Re: annotation of doubly charged metabolites

Reply #6
Hi,

so far CAMERA uses an intensity check only for the M+1 peak by estimating the number of C atoms in a molecule (min, max range).
The M+2 peak is more challenging without knowing the molecular formula, because more elements (e.g. O, S) contribute.
If your sample contains halogen atoms it's way more difficult.

But I see your point to get a maximum intensity / ratio estimation to resolve wrong annotation like in your example.
We will discuss this and are working on a solution, without expanding the parameter list too much.

Carsten

Re: annotation of doubly charged metabolites

Reply #7
Thanks Carsten!

I appreciate your support

Re: annotation of doubly charged metabolites

Reply #8
I have a similar question regarding annotation of doubly charged metabolites. Below I have an example of two pcgroup's where camera has identified them as [M]2- due to the fact that there is a 0.5 da mass difference between features.

[attachment=2:2tij0bq6]peaktable.PNG[/attachment:2tij0bq6]
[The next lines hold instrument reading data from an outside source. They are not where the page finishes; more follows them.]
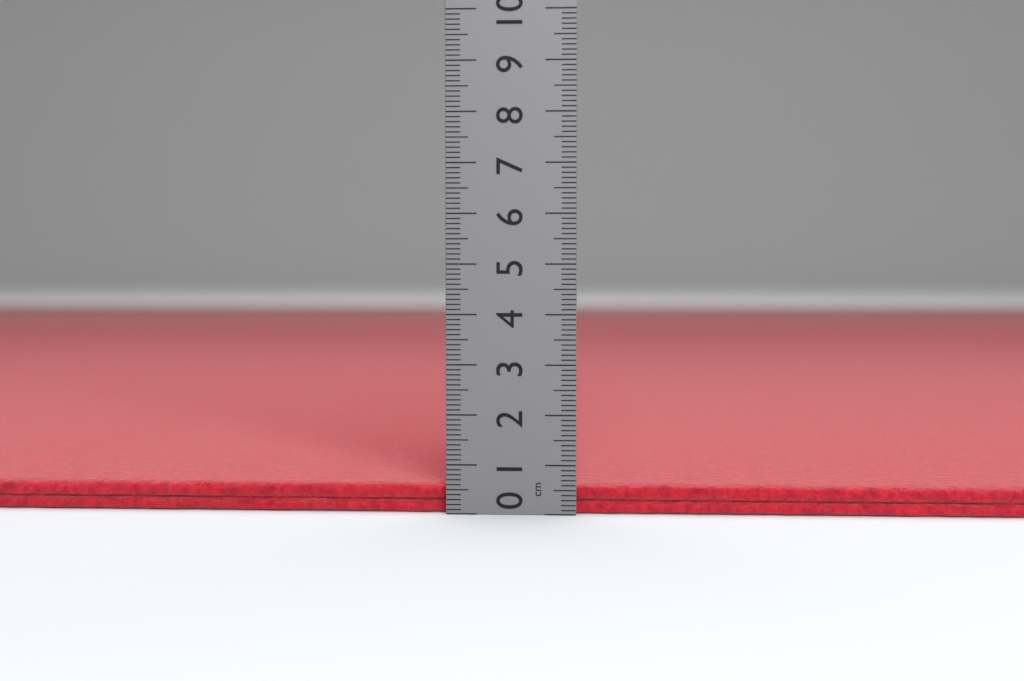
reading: 0.6 cm
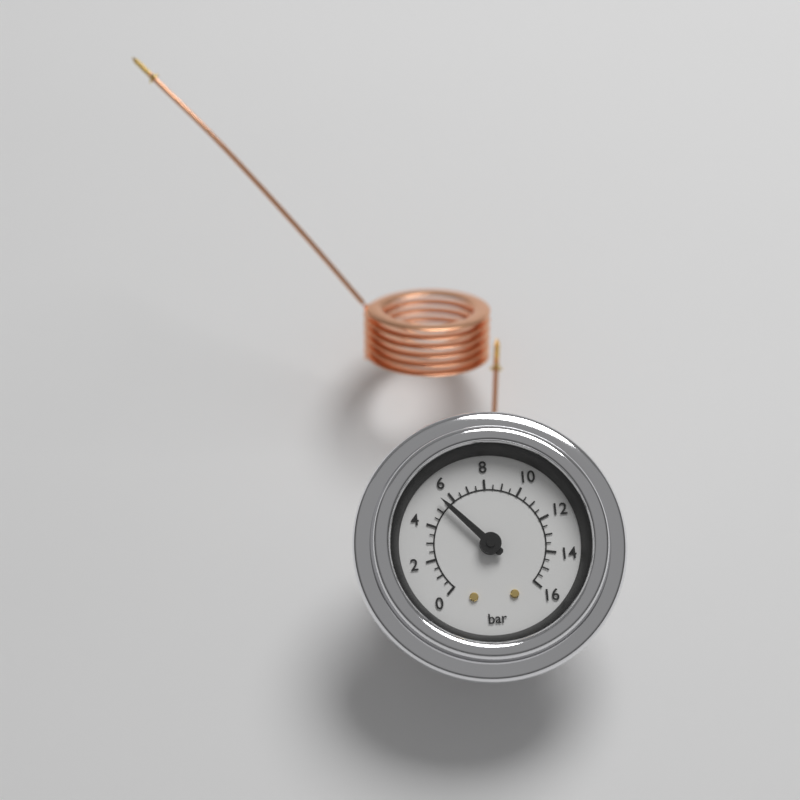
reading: 5.5 bar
In both cases I believe this is incorrect because when I look at the actual raw data each peak is actually 1.0 da apart
[attachment=1:2tij0bq6]806_isotope.PNG[/attachment:2tij0bq6]

Based on some of the comments above I'm guessing, this is likely due to a grouping and over splitting features based on grouping parameters  that are too strict? We used ( xset3 <-group(xset2, method="density",bw=5, mzwid=0.05, minfrac=0.1))
which parameter is causing this over splitting? bw of 5 or mzwid=0.05?

Similarly,  in the above peak table pcgroup 4 also has a similar issue where features are separated by 0.5 da intervals, however, the raw data does not show this.

[attachment=0:2tij0bq6]1384_isotope.PNG[/attachment:2tij0bq6]
 
This case seems a bit different becuase the mass differences aren't exactly 1.0 da (see below). Why would these masses not be exactly 1.0? My initial thought is that it is due to the fact that these features are from a cluster [3M-2H]2- but I'm not exactly sure how that would change the mzdif. can someone explain this?

mass diff of [mz]2- to [mz+1]2- = 0.7318
mass diff of [mz+1]2- to [mz+2]2- = 0.9445
mass diff of [mz+2]2- to [mz+3]2- = 0.9631


Thanks in advance any guidance or advice!